He needed ice, so he opened Becky’s freezer and there they sat. Dozens of tin-foil wraps with taped-on labels. Henry. Nathan. All the same size. Bigger than a thumb. He pushed his own thumb into the foil. Not a rock. Hard and then soft. The only things in the freezer.
“Well, Frank,” Becky said. “Aren’t you going to unwrap it?”
He tossed Wallace back in the freezer. He held up his Wild Turkey. “No ice?”
She shook her head and he shut the freezer door.
“So, you ready?” he asked, then looked at his watch.
“No,” she said. “Let’s stay.” She reached for the Wild Turkey. “Get trashed.”
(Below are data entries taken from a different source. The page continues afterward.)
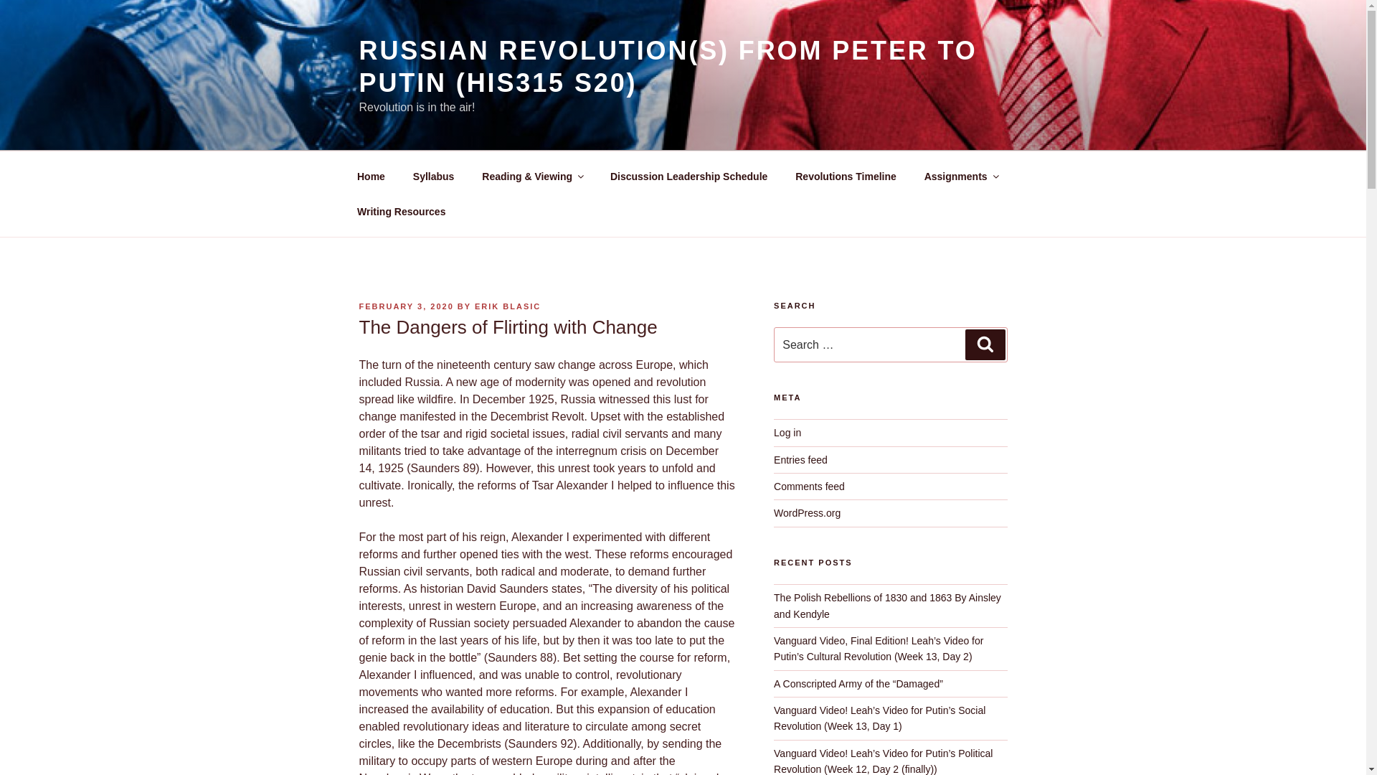  I want to click on ERIK BLASIC, so click(508, 306).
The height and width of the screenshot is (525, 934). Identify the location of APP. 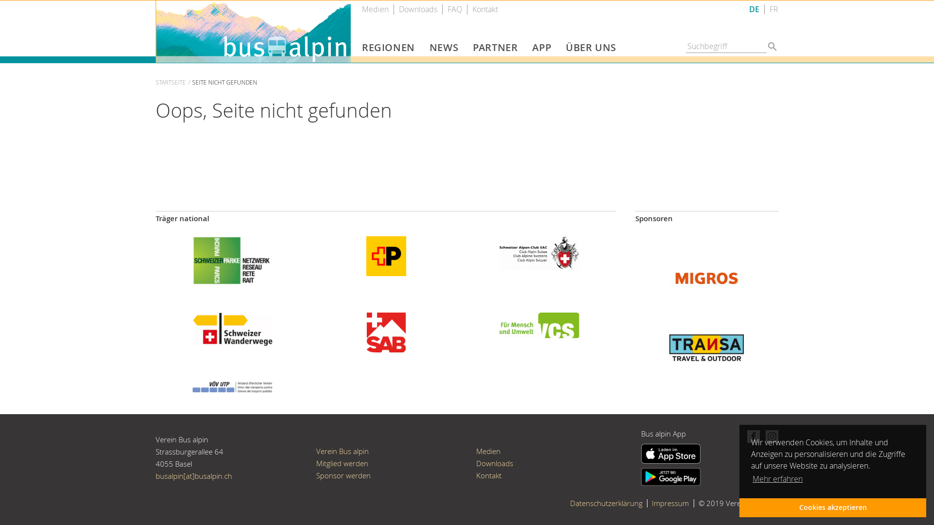
(542, 51).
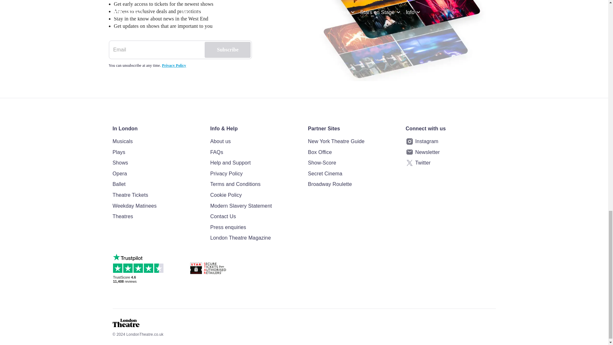 The image size is (613, 345). Describe the element at coordinates (255, 216) in the screenshot. I see `Contact Us` at that location.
Ah, man. What part of himself would end up in the freezer. Never so happy as when he had something to look forward to. They met in a chat room for people with panic disorder. Panics in theatres looking for panics in malls for a night of movies and shopping.
They drank, danced in the room off the kitchen. Ella Fitzgerald, Nina Simone, Sarah Vaughan. We are alone, she said, because we panic and run, right? Yes, he said. If only we could freeze time, she said. If only the world would stop.
And he understood, then, the music, the Marx Brothers posters, her pearl brooch, her bob haircut, the rolled stockings. Out of her skirt, her knee flashed and he imagined a garter belt, a corset.
She danced toward the bedroom, opened the door, and he followed. She walked toward the window. She reached up for something in the corner.
“My parakeet. Sam.” She opened the cage, stuck out her finger. Sam flashed blue and yellow wings, settled. She pulled him between her breasts. “Sometimes he’s all the comfort I have.” She held him tight against her chest until he no longer flapped or ruffled, then released him, put him back on his perch, and shut the golden door.
So that’s why the caged bird sings. Safe now.
Log-shaped pillows circled her on the bed and she sat in the center of this nest, arms spread. “So, what do you think of me?”
“Can I be frank?” he said.
“Who else would you be?”
Henry. Nathan. Wallace. Even Sam. She would roll him in tin foil, sticking a name across his chest, laying him to rest in a basement freezer.
“I think I could fall in love with you. What about that?” he said.
“Wild,” she said and reached for him, drew him into the gap between her breasts. His heart began its flutter, his limbs their tremble, his breath its shallow panicked rush for release. Still, she pulled him in, and if she held him long enough, the fluttering, trembling, desperate breaths might all stop.
If only he could keep still, a parakeet, wings pressed against its body, enwrapped in her hands, her breasts.
“Did you just chirp?” she asked.
She squeezed him tighter, and he felt only the flutter of his wings for this final release.